The Syrian Coalition urged the U.S.-led international coalition “to publicly give guarantees that clearly ensure the right of all refugees and internally displaced persons in Syria to return to their towns and villages.”

The SNC stressed “no military or security presence, other than the local population and the free police force, should be imposed on the areas which will be liberated from IS.”

Implications of SDF expansion

The expansion of SDF ground operations west of the Euphrates could endanger the campaign to liberate Raqqa from IS. Anti-jihadist activists in the collective Raqqa is Being Slaughtered Silently are now dubbing the U.S.-supported SDF offensive north of Raqqa, the de facto IS capital in Syria, a so-called liberation. They label the YPG a “fanatical nationalist militia.”

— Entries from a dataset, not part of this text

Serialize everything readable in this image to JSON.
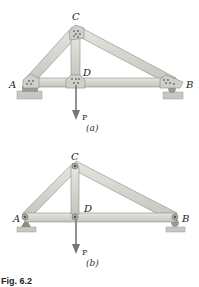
{
  "figure": {
    "caption": "Fig. 6.2",
    "colors": {
      "member_fill": "#d6d6d0",
      "member_stroke": "#8c8c86",
      "plate_fill": "#cfcfc8",
      "support_fill": "#b8b8b2",
      "arrow": "#777777"
    },
    "panels": [
      {
        "id": "a",
        "label": "(a)",
        "type": "gusset-plate truss",
        "joints": {
          "A": "A",
          "B": "B",
          "C": "C",
          "D": "D"
        },
        "load": "P",
        "supports": {
          "A": "fixed block",
          "B": "roller"
        }
      },
      {
        "id": "b",
        "label": "(b)",
        "type": "pin-jointed truss",
        "joints": {
          "A": "A",
          "B": "B",
          "C": "C",
          "D": "D"
        },
        "load": "P",
        "supports": {
          "A": "pin",
          "B": "roller"
        }
      }
    ]
  }
}
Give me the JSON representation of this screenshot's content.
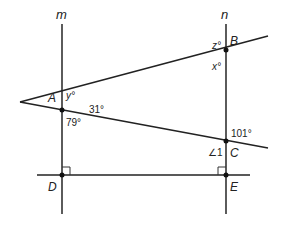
{
  "lines": {
    "m": {
      "label": "m"
    },
    "n": {
      "label": "n"
    }
  },
  "points": {
    "A": "A",
    "B": "B",
    "C": "C",
    "D": "D",
    "E": "E"
  },
  "angles": {
    "y": "y°",
    "a31": "31°",
    "a79": "79°",
    "z": "z°",
    "x": "x°",
    "a101": "101°",
    "angle1": "∠1"
  },
  "colors": {
    "line": "#222222",
    "background": "#ffffff"
  }
}
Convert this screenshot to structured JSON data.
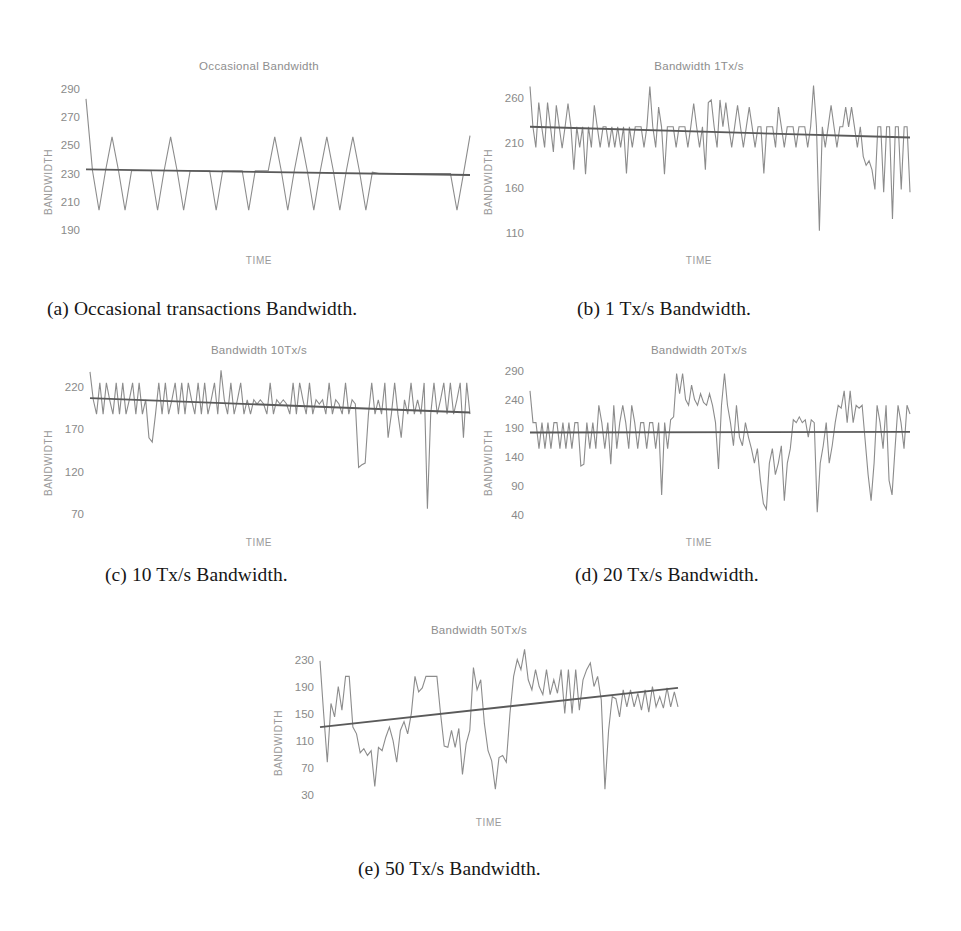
{
  "figure": {
    "panels": [
      {
        "id": "a",
        "title": "Occasional Bandwidth",
        "xlabel": "TIME",
        "ylabel": "BANDWIDTH",
        "caption": "(a) Occasional transactions Bandwidth.",
        "yticks": [
          290,
          270,
          250,
          230,
          210,
          190
        ]
      },
      {
        "id": "b",
        "title": "Bandwidth 1Tx/s",
        "xlabel": "TIME",
        "ylabel": "BANDWIDTH",
        "caption": "(b) 1 Tx/s Bandwidth.",
        "yticks": [
          260,
          210,
          160,
          110
        ]
      },
      {
        "id": "c",
        "title": "Bandwidth 10Tx/s",
        "xlabel": "TIME",
        "ylabel": "BANDWIDTH",
        "caption": "(c) 10 Tx/s Bandwidth.",
        "yticks": [
          220,
          170,
          120,
          70
        ]
      },
      {
        "id": "d",
        "title": "Bandwidth 20Tx/s",
        "xlabel": "TIME",
        "ylabel": "BANDWIDTH",
        "caption": "(d) 20 Tx/s Bandwidth.",
        "yticks": [
          290,
          240,
          190,
          140,
          90,
          40
        ]
      },
      {
        "id": "e",
        "title": "Bandwidth 50Tx/s",
        "xlabel": "TIME",
        "ylabel": "BANDWIDTH",
        "caption": "(e) 50 Tx/s Bandwidth.",
        "yticks": [
          230,
          190,
          150,
          110,
          70,
          30
        ]
      }
    ],
    "colors": {
      "data_line": "#8c8c8c",
      "trend_line": "#5a5a5a",
      "title_text": "#8e8e8e",
      "tick_text": "#8a8a8a",
      "caption_text": "#161616",
      "background": "#ffffff"
    }
  },
  "chart_data": [
    {
      "id": "a",
      "type": "line",
      "title": "Occasional Bandwidth",
      "xlabel": "TIME",
      "ylabel": "BANDWIDTH",
      "ylim": [
        185,
        295
      ],
      "yticks": [
        190,
        210,
        230,
        250,
        270,
        290
      ],
      "grid": false,
      "legend": "none",
      "series": [
        {
          "name": "Bandwidth",
          "values": [
            283,
            232,
            204,
            232,
            256,
            232,
            204,
            232,
            232,
            232,
            232,
            204,
            232,
            256,
            232,
            204,
            232,
            232,
            232,
            232,
            204,
            232,
            232,
            232,
            232,
            204,
            232,
            232,
            232,
            256,
            232,
            204,
            232,
            256,
            232,
            204,
            232,
            256,
            232,
            204,
            232,
            256,
            232,
            204,
            231,
            230,
            230,
            230,
            230,
            230,
            230,
            230,
            230,
            230,
            230,
            230,
            230,
            204,
            230,
            257
          ]
        },
        {
          "name": "Trend",
          "type": "trend",
          "values": [
            233,
            229
          ]
        }
      ]
    },
    {
      "id": "b",
      "type": "line",
      "title": "Bandwidth 1Tx/s",
      "xlabel": "TIME",
      "ylabel": "BANDWIDTH",
      "ylim": [
        105,
        278
      ],
      "yticks": [
        110,
        160,
        210,
        260
      ],
      "grid": false,
      "legend": "none",
      "series": [
        {
          "name": "Bandwidth",
          "values": [
            273,
            228,
            205,
            255,
            228,
            205,
            255,
            228,
            200,
            252,
            228,
            204,
            228,
            254,
            228,
            180,
            228,
            205,
            228,
            175,
            228,
            205,
            252,
            228,
            205,
            228,
            228,
            205,
            228,
            205,
            228,
            205,
            228,
            176,
            228,
            205,
            228,
            228,
            228,
            205,
            228,
            273,
            228,
            205,
            250,
            228,
            175,
            228,
            228,
            228,
            205,
            228,
            228,
            228,
            205,
            228,
            254,
            228,
            205,
            228,
            180,
            255,
            258,
            228,
            205,
            258,
            228,
            255,
            228,
            205,
            228,
            252,
            228,
            205,
            228,
            250,
            228,
            205,
            228,
            228,
            176,
            228,
            228,
            228,
            205,
            250,
            228,
            205,
            228,
            228,
            228,
            205,
            228,
            228,
            228,
            205,
            228,
            274,
            228,
            112,
            228,
            205,
            228,
            252,
            228,
            205,
            228,
            228,
            250,
            228,
            250,
            228,
            205,
            228,
            195,
            185,
            190,
            180,
            158,
            228,
            228,
            155,
            228,
            228,
            125,
            228,
            228,
            158,
            228,
            228,
            155
          ]
        },
        {
          "name": "Trend",
          "type": "trend",
          "values": [
            228,
            216
          ]
        }
      ]
    },
    {
      "id": "c",
      "type": "line",
      "title": "Bandwidth 10Tx/s",
      "xlabel": "TIME",
      "ylabel": "BANDWIDTH",
      "ylim": [
        65,
        245
      ],
      "yticks": [
        70,
        120,
        170,
        220
      ],
      "grid": false,
      "legend": "none",
      "series": [
        {
          "name": "Bandwidth",
          "values": [
            238,
            205,
            188,
            225,
            188,
            225,
            205,
            188,
            225,
            188,
            225,
            188,
            205,
            225,
            188,
            225,
            188,
            205,
            160,
            155,
            188,
            225,
            188,
            225,
            188,
            205,
            225,
            188,
            225,
            188,
            225,
            205,
            188,
            225,
            188,
            225,
            188,
            205,
            225,
            188,
            240,
            205,
            188,
            225,
            188,
            205,
            225,
            188,
            205,
            188,
            205,
            200,
            205,
            200,
            188,
            225,
            188,
            205,
            200,
            205,
            200,
            188,
            225,
            188,
            225,
            205,
            188,
            225,
            188,
            205,
            200,
            205,
            188,
            225,
            188,
            205,
            200,
            188,
            225,
            188,
            205,
            200,
            125,
            128,
            130,
            188,
            225,
            188,
            205,
            188,
            225,
            160,
            188,
            225,
            188,
            160,
            205,
            188,
            225,
            188,
            205,
            188,
            225,
            76,
            188,
            225,
            188,
            205,
            225,
            188,
            225,
            188,
            205,
            225,
            160,
            225,
            188
          ]
        },
        {
          "name": "Trend",
          "type": "trend",
          "values": [
            207,
            190
          ]
        }
      ]
    },
    {
      "id": "d",
      "type": "line",
      "title": "Bandwidth 20Tx/s",
      "xlabel": "TIME",
      "ylabel": "BANDWIDTH",
      "ylim": [
        35,
        298
      ],
      "yticks": [
        40,
        90,
        140,
        190,
        240,
        290
      ],
      "grid": false,
      "legend": "none",
      "series": [
        {
          "name": "Bandwidth",
          "values": [
            255,
            200,
            200,
            155,
            200,
            155,
            200,
            155,
            200,
            200,
            155,
            200,
            155,
            200,
            155,
            200,
            200,
            125,
            128,
            200,
            155,
            200,
            155,
            230,
            200,
            155,
            200,
            128,
            230,
            155,
            200,
            230,
            200,
            155,
            230,
            200,
            155,
            200,
            200,
            155,
            200,
            200,
            155,
            200,
            75,
            200,
            155,
            205,
            210,
            285,
            250,
            285,
            240,
            230,
            265,
            240,
            230,
            250,
            235,
            230,
            250,
            230,
            200,
            120,
            230,
            285,
            230,
            200,
            160,
            230,
            175,
            160,
            200,
            175,
            155,
            130,
            155,
            100,
            60,
            50,
            130,
            155,
            110,
            130,
            160,
            65,
            130,
            155,
            205,
            200,
            210,
            200,
            205,
            175,
            205,
            200,
            45,
            130,
            160,
            200,
            130,
            160,
            200,
            230,
            225,
            255,
            200,
            255,
            200,
            230,
            225,
            230,
            170,
            110,
            65,
            130,
            230,
            200,
            155,
            230,
            100,
            75,
            155,
            230,
            200,
            155,
            230,
            215
          ]
        },
        {
          "name": "Trend",
          "type": "trend",
          "values": [
            183,
            184
          ]
        }
      ]
    },
    {
      "id": "e",
      "type": "line",
      "title": "Bandwidth 50Tx/s",
      "xlabel": "TIME",
      "ylabel": "BANDWIDTH",
      "ylim": [
        25,
        250
      ],
      "yticks": [
        30,
        70,
        110,
        150,
        190,
        230
      ],
      "grid": false,
      "legend": "none",
      "series": [
        {
          "name": "Bandwidth",
          "values": [
            228,
            150,
            78,
            165,
            145,
            190,
            155,
            205,
            205,
            130,
            120,
            92,
            98,
            88,
            95,
            42,
            100,
            95,
            115,
            130,
            110,
            78,
            125,
            138,
            120,
            150,
            205,
            182,
            188,
            205,
            205,
            205,
            205,
            150,
            102,
            100,
            125,
            100,
            128,
            60,
            105,
            125,
            218,
            185,
            200,
            135,
            95,
            80,
            38,
            85,
            88,
            78,
            150,
            205,
            230,
            215,
            245,
            200,
            185,
            215,
            190,
            178,
            215,
            178,
            200,
            180,
            215,
            150,
            215,
            150,
            215,
            155,
            200,
            215,
            225,
            190,
            205,
            170,
            38,
            125,
            175,
            172,
            145,
            185,
            160,
            185,
            160,
            180,
            155,
            185,
            152,
            190,
            160,
            175,
            158,
            188,
            160,
            182,
            160
          ]
        },
        {
          "name": "Trend",
          "type": "trend",
          "values": [
            130,
            188
          ]
        }
      ]
    }
  ]
}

Last week, former U.S. ambassador to Syria, Robert Ford, now an analyst with the Washington-based Middle East Institute, told a U.S. Senate panel that some Sunni Arabs fear the YPG more than IS.

“In some cases, Syrian refugees flee it and don't go toward the Kurdish areas - they run away from them and into Islamic State territory,” Ford told a Senate hearing.

Last Thursday, Ankara urged European countries not to allow the Syrian Kurdish Democratic Union Party, or PYD, which controls the YPG, to open political offices in their capitals, saying it would encourage Kurdish separatism in both Syria and Turkey.

In recent weeks, Turkish officials have proposed a joint military operation against jihadists inside Syria with the Americans and other allied troops. But they have made it clear the offer only involves joint efforts to support non-Kurdish rebel forces in the so-called Manbij pocket aimed at driving out IS fighters from the Aleppo countryside, from where the jihadists have launched rocket attacks on Turkish towns.

U.S. officials say the Turks have not offered any operational details for their proposal.

A European diplomat based in Istanbul told VOA Western officials see the repeated and highly public offer of a joint military operation in northern Syria as grandstanding by Ankara, designed more for domestic Turkish political consumption and not one amounting to a realistic offer.

“The Turks will continue to retaliate for IS shelling along the border but they won’t launch any major ground offensive south of the border,” he said.

Despite Turkish and mainstream rebel objections to U-S. support for the SDF, there are no signs that Washington is re-thinking its anti-IS strategy in Syria. U.S. officials say while they are sensitive to Ankara’s concerns about Syrian Kurdish political ambitions, they have little choice but to back the YPG as the Kurdish militia has proven to be an effective partner in the fight against IS.